In case someone from our internal revenue service is reading this, we’d gone to London on business (New York and Paris too for the record). I am a member of a consulting network based there and we had projects to discuss. We also were due to present a workshop in Paris a few days hence so there was that to work on too. And yes, we’d also gone to see the art.
Art has also become a business for my wife and me. Big cities like London are a trove of small galleries and artists to be researched for ideas and markets. And of course, they are also home to fantastic collections in places like the Whitney, Guggenheim, Met, and MOMA in NY, The Tate Modern and Tate Britain in London, and the d’Orsay, Louvre, Pompidou Center, and Picasso Museum in Paris to name just a few. Although we didn’t see it all, we saw a lot of it. Many of the artists found in the modern collections of these great galleries are favorites and are sources of specific inspiration for projects my wife is currently working on.
For the record, and this will sound like one long inside joke if you don’t like art . . .
To digress, Cy Twombly was everywhere. The MOMA in NY has a gigantic and stunning example of the world’s most famous living scribbler’s work in the main gallery on the second floor of its stunning new facility. The Whitney featured an extensive series of his sketches, studies, and paper works (many of which are real head scratchers), and the Tate has a large four piece, four seasons series that to my eyes was sublime. Even Bergdorf’s had gotten into the act, showcasing Twombly art in its windows on Fifth Avenue.
Frank Stella, one of the living giants of modern art thinks that Tim Hawkinson is one of the few people doing really innovative stuff and as luck would have it, Hawkinson had curated and put up a sweeping installation of his art at the Whitney. His art is not easily described as he doesn’t have a particular look, feel, or size. The first piece you see fills a room that’s probably 25 feet in every direction. I don’t even know what you’d call it. It’s made of big paper tubes and other industrial materials and looks like a bunch of people in odd positions each at the end of one of the joined tubes.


- [WHAT IS EXPECTED]:
Pick each line containing the word "size" out of the data below.

- [WORKING DATA]:

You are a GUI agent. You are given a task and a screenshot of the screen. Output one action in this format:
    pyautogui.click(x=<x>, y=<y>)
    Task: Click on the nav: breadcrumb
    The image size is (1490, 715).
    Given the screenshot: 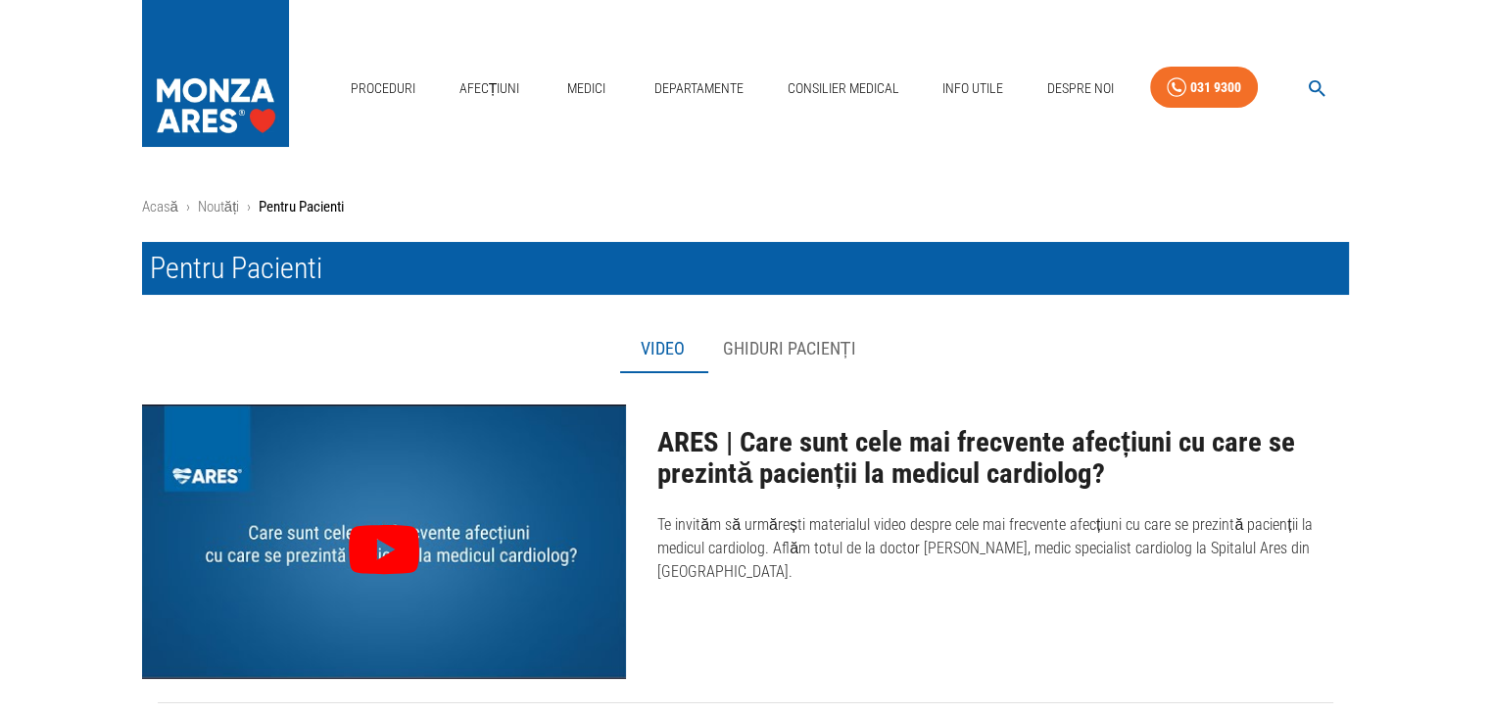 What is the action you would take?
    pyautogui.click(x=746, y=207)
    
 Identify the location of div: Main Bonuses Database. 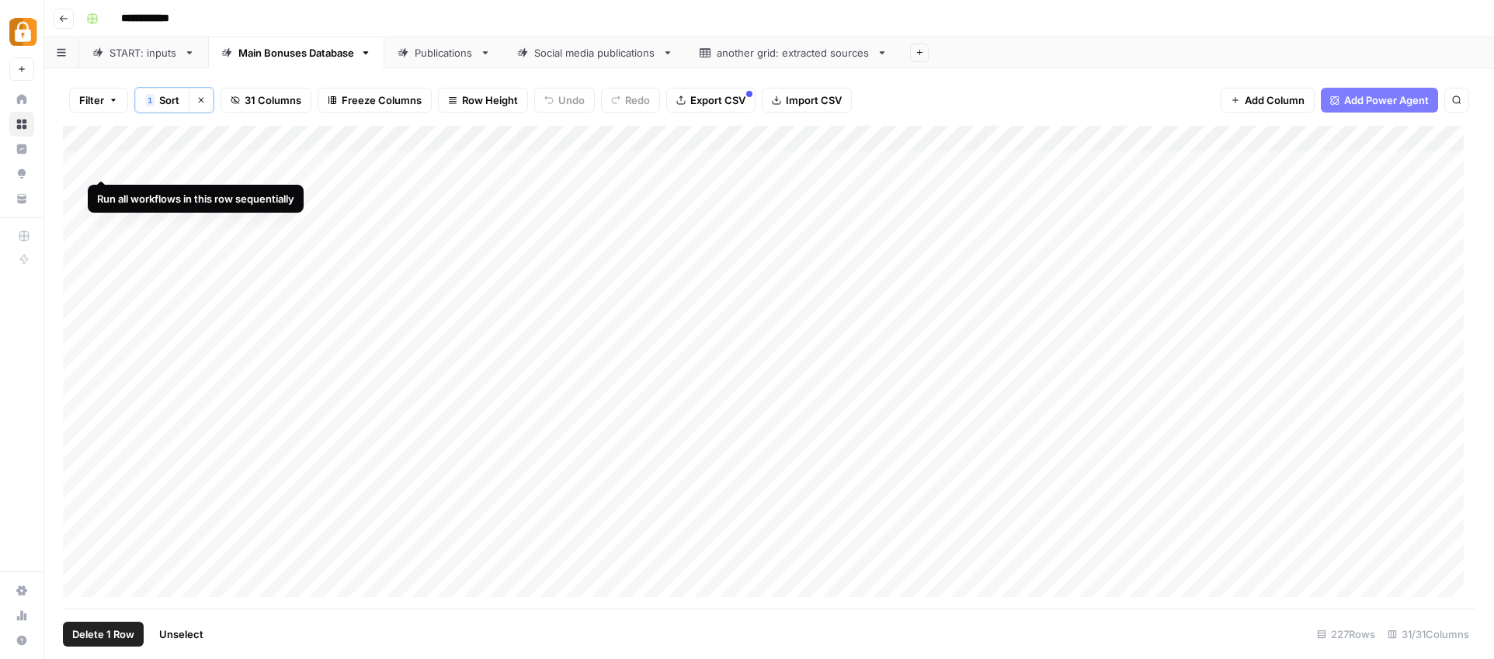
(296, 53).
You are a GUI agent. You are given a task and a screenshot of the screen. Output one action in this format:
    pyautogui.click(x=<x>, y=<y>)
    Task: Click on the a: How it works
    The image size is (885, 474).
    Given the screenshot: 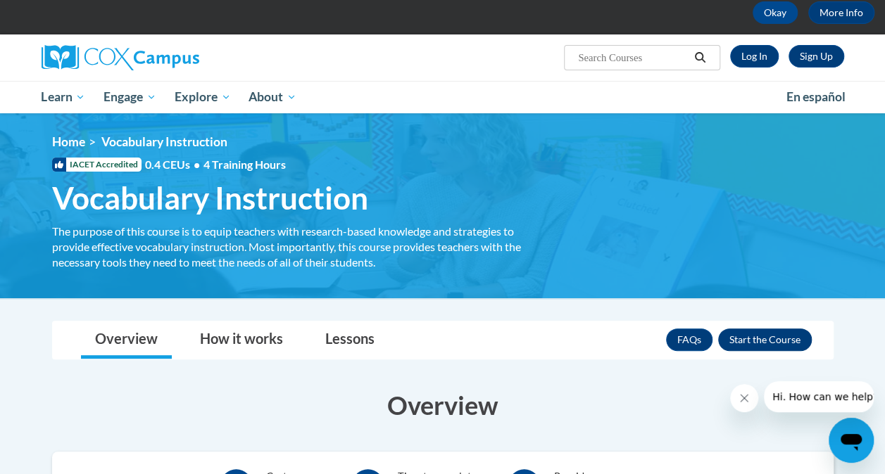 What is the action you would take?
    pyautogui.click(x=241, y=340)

--

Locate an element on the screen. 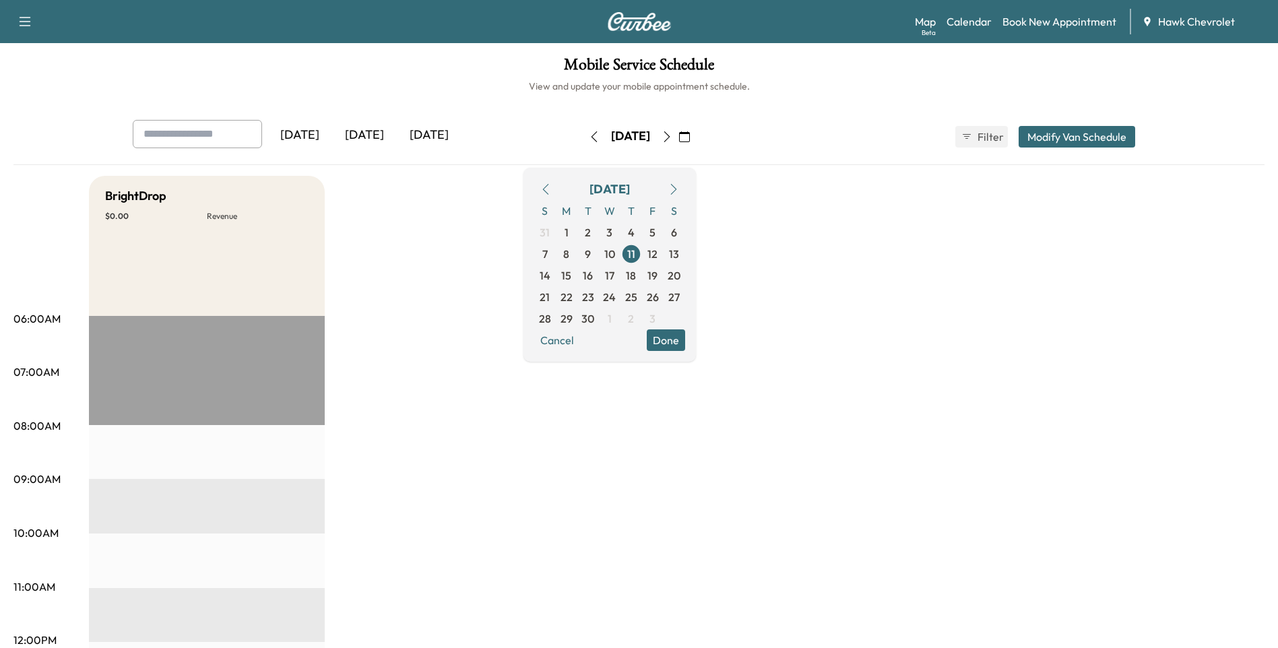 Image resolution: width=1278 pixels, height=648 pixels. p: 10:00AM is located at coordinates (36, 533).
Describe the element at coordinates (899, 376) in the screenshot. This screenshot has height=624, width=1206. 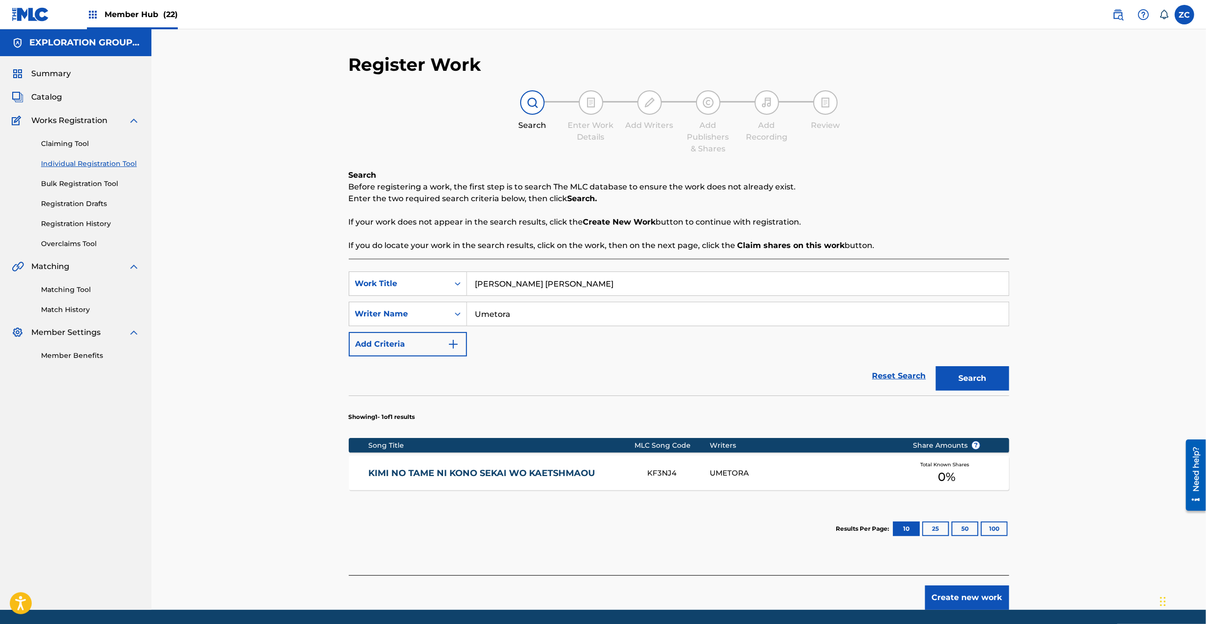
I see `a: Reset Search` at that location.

- [FINISHED EXERCISE]:
    The image size is (1490, 715).
    The image size is (885, 474).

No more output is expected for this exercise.